Dead Bodies

Night Nurse Warner Brothers

Night Nurse Warner Brothers

I don’t think you can ever prepare someone for the sight of a real dead body.  I say real because the kind of dead body you see at a funeral home, with all the makeup, hair, jewelry, and fancy clothing looks nothing like a freshly dead corpse.

So, when I encountered my first dead body, I realized that not even nursing school had prepared me.  All that C.P.R. (Cardiopulmonary Resuscitation) training on a healthy looking dummy became a foggy memory when I was called to the bedside of my first dead patient.

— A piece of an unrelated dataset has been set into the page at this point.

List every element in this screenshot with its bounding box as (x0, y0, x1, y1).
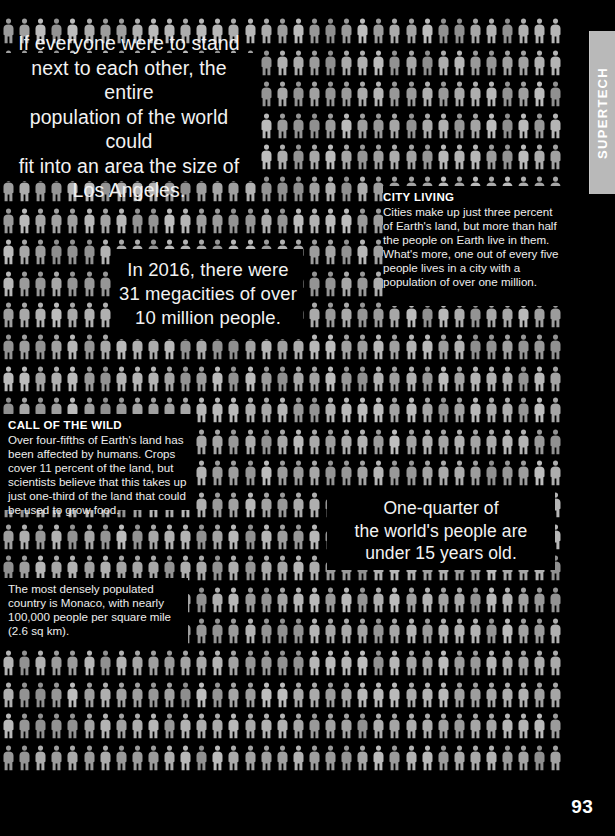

She was a lovely  woman who had undergone hip surgery earlier that day. Other than a little indigestion, she had no complaints.  I set her up for dinner thinking that would help soothe her stomach, then went to the nurses station to chart.  Sometime later, her grandchildren came to the desk to tell me their grandmother ‘didn’t look right’, and could I come down and check on her.

Obviously they too had never seen a real dead body.

I walked down the hall to the last room on the right, entered, and to my horror I realized indeed, she was dead!  I panicked.  I ran out of the room, and back up the hall to find the R.N. I was working with (I was an L.P.N. at the time and less senior.  I was also seventeen years old, and just out of school.)  When I finally found her, the R.N. refused to leave her patient to come and help me.

“What the fuck?!!”

I ran to the next hallway, saw another R.N. I was friends with, grabbed her by the hand and said, “Run!” Hand in hand we ran back to the room, confirmed the patient was dead and called a code blue.  Unfortunately my patient died, and I went home and cried myself to sleep that night.

Many years have passed, and I’ve since become an old hand with dead bodies; I’m more shocked looking at dolled up cadavers in caskets, than bodies of the terminally ill.  But at some point in life we will all have to come face to face with a dead body and nothing can really prepare us for that moment.

We just have to experience that for ourselves.